Rites of Passage

You will not read this.

Turns out, when I wrote here in the past, I did that a little bit for you, because I knew you read what I wrote.  That was one of the ways you loved me.

Joseph Campbell compares rites of passage, myths, and dreams.

The rites and myths have become mythical.  Nobody cancelled what they framed though: the passage. 

You were on my mind a lot before you departed.  You visited my dreams the last full night you were around.  (I speak literally: sun went down, sun came up, then down again.)

In my dream, you were frail, like I have never seen you be.  Still, much less so than you actually were at the time, the last full night of your life.  Which I didn’t know it was of course, I didn’t want to think it might be, I thought maybe I could still get on a plane and see you, maybe that weekend.

In any case, the way you were in my dream, maybe in July you were like that.  You could walk, slowly; you wanted to walk.  We went for a walk together.  There was even a plan for you to teach me at the end of the walk.  Although, my dreams not being of a particularly lucid or coherent nature, it never got around to that.

I guess this is the passage.  A dream of you when you were still alive, because I didn’t get to see you otherwise.  Afterward, a contemporary kind of collective grieving (on the internet).  Then a letter.  Then the next steps.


> [Task instructions]: Collect all lines below with the string "Image".

> [Supplied material]:
● ● ● ● ● ● ●

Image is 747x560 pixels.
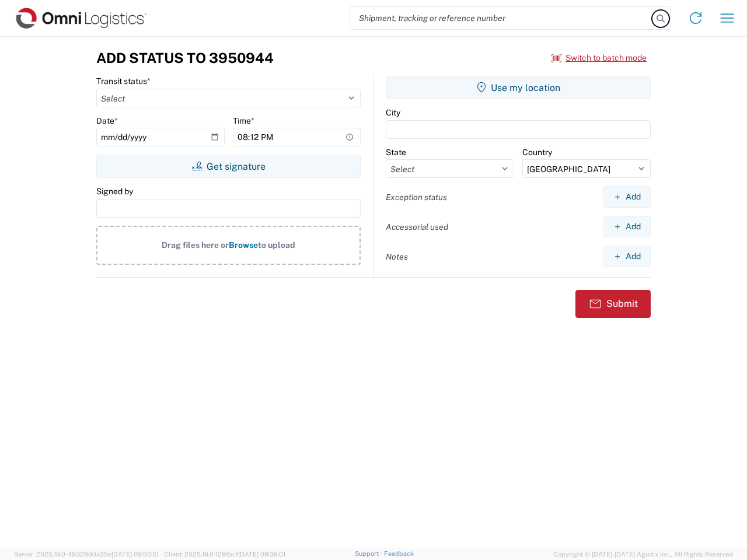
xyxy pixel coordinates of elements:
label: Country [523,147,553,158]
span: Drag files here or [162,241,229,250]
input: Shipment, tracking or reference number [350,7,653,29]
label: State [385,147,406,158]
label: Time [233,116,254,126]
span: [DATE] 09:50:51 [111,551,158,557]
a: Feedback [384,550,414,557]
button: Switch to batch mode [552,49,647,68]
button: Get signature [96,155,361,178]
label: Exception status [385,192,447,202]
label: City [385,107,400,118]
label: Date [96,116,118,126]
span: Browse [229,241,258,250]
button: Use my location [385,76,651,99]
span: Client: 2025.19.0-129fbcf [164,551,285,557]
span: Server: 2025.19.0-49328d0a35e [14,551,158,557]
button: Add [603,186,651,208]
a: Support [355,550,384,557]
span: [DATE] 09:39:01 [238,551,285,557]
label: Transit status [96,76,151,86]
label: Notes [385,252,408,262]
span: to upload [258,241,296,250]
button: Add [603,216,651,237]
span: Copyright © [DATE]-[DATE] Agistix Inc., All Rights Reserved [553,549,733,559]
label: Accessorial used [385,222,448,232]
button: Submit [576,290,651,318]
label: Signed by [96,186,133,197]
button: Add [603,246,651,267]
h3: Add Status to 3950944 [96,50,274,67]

● ● ● ● ● ● ●

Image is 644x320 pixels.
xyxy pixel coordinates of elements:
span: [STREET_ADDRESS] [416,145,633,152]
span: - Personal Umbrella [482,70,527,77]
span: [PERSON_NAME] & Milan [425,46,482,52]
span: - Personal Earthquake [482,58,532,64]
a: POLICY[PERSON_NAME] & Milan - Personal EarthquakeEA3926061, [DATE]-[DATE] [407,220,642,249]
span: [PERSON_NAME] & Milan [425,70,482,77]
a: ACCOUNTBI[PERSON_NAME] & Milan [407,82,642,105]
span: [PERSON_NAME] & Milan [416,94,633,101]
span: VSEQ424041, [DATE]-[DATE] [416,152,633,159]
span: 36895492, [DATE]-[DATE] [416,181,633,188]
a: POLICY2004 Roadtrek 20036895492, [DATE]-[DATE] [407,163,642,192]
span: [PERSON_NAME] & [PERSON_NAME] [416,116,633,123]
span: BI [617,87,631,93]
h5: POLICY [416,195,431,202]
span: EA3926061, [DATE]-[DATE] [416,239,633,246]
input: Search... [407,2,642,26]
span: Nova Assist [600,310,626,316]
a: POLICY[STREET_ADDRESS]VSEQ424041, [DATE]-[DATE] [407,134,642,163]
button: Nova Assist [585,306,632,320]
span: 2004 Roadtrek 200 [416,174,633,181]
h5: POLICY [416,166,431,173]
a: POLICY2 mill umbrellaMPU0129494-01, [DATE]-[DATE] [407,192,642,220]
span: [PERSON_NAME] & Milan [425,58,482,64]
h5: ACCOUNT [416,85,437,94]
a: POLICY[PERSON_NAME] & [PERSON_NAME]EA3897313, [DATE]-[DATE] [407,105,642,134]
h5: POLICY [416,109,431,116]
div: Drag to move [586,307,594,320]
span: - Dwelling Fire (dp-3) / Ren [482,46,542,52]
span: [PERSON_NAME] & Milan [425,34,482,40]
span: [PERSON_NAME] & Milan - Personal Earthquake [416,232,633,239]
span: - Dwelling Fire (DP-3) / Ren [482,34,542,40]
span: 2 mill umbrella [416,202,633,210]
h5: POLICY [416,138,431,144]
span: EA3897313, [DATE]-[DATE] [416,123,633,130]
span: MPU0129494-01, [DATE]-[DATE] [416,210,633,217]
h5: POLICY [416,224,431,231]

● ● ● ● ● ● ●

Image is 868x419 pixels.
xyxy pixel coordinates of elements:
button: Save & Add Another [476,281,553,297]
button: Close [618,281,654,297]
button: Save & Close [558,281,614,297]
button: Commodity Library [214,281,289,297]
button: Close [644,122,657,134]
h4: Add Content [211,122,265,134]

● ● ● ● ● ● ●

> [Your response]:
Image is 747x560 pixels.
Image is 644x320 pixels.
Image is 868x419 pixels.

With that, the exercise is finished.